"Hello, Sister," Louise greeted her when she raised a flushed, warm face and touseled hair from the canvas cushions. "You've had a fine nap. Want me to go upstairs with you and help you find a clean dress?"
"No," said Sister a bit crossly.
"You'll feel much better, honey, when your face is washed and you have on a thinner frock," urged Louise, putting down her knitting. "Come upstairs like a good girl, and I'll tell you what I saw Miss Putnam doing as I came past her house this afternoon."
Sister toiled upstairs after Louise, feeling much abused. She had not intended to take a nap, and now here she had slept away good playtime and was certainly warmer and more uncomfortable than she had been before she went to sleep.
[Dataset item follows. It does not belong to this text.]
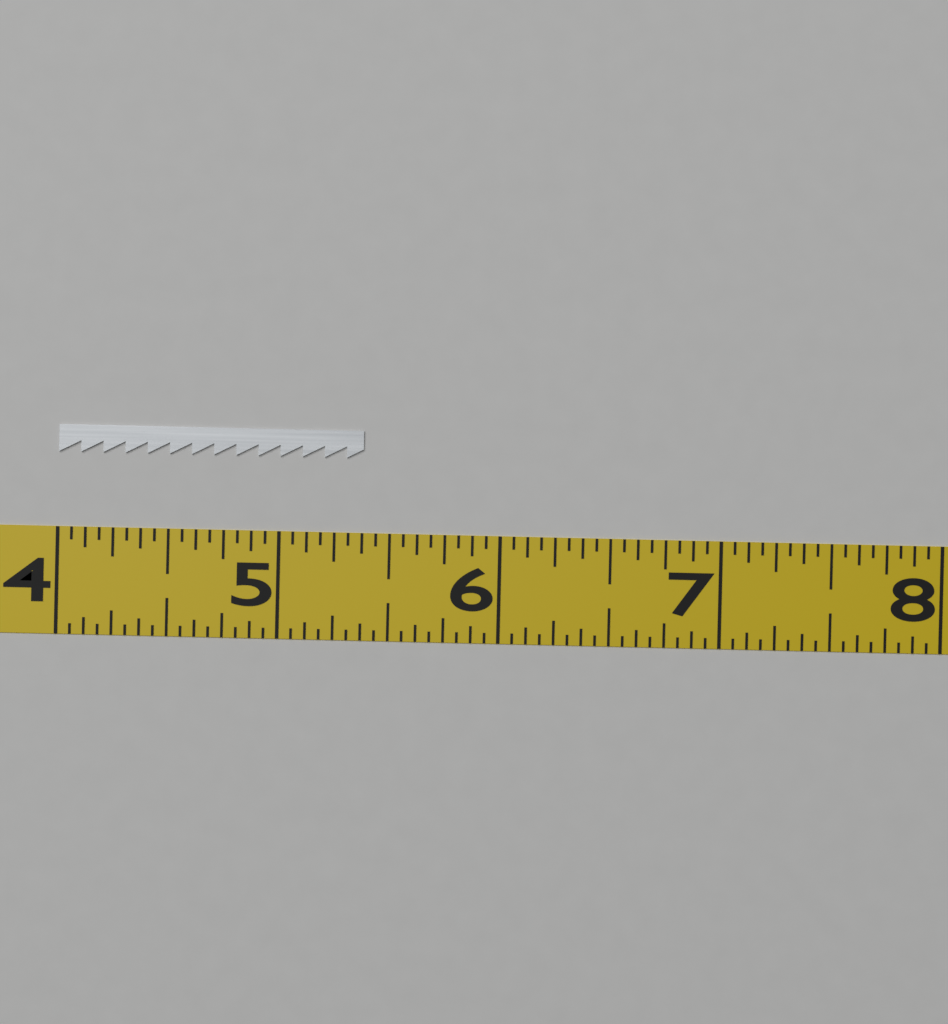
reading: 5.3750 (no unit)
But after Louise had bathed her face and hands in cool water and had brushed her hair and buttoned her into a pretty white dress with blue spots, Sister was her own sunny self. She had not been thoroughly awake, you see, and that was the reason she felt a little cross.
"What was Miss Putnam doing?" she asked curiously, watching Louise fold up the frock she had taken off.
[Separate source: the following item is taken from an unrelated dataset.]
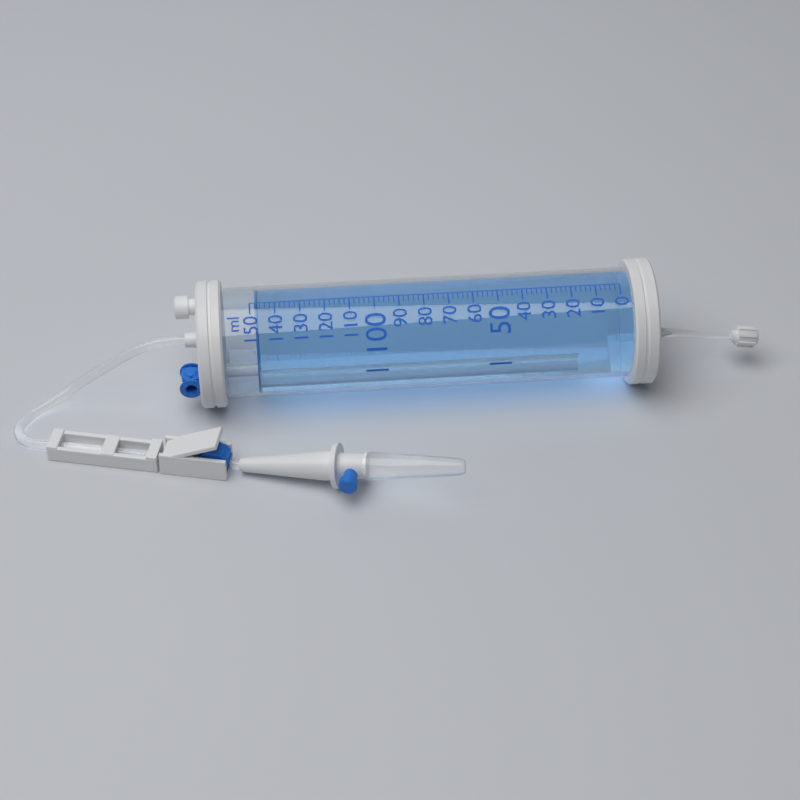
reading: 148 ml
"She was out in her yard nailing something on the fence," said Louise. "I saw her when I was a block away, hammering as though her life depended on it. A crowd of boys were watching her—at a safe distance—and when I came near enough I saw she had a roll of wire in the yard. She was nailing barbwire along the fence pickets!"
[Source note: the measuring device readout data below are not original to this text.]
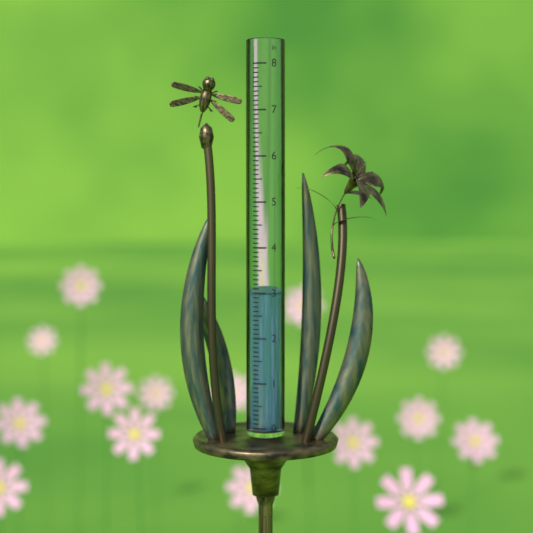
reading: 3.0 in
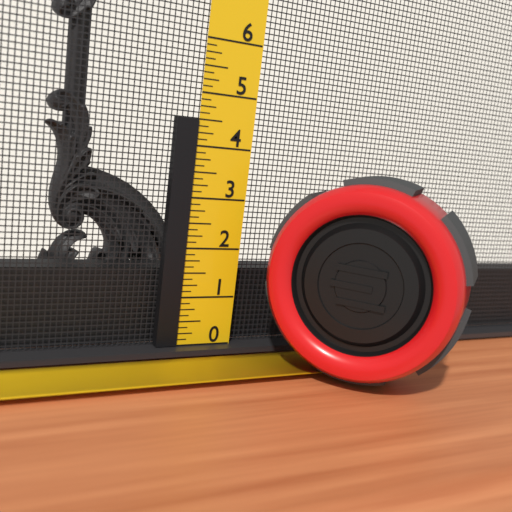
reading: 4.500 (no unit)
"How mean!" scolded Sister. "No one wants to climb over her old fence, or swing on her gate."
"Well, I think it is a shame the way the boys torment her," declared Louise severely. "Jimmie says he caught a little red-headed boy the other day throwing old tin cans over her fence. You know what Daddy would say if he ever thought you or Brother did anything like that."
"We don't," Sister assured her earnestly. "We never bother Miss Putnam."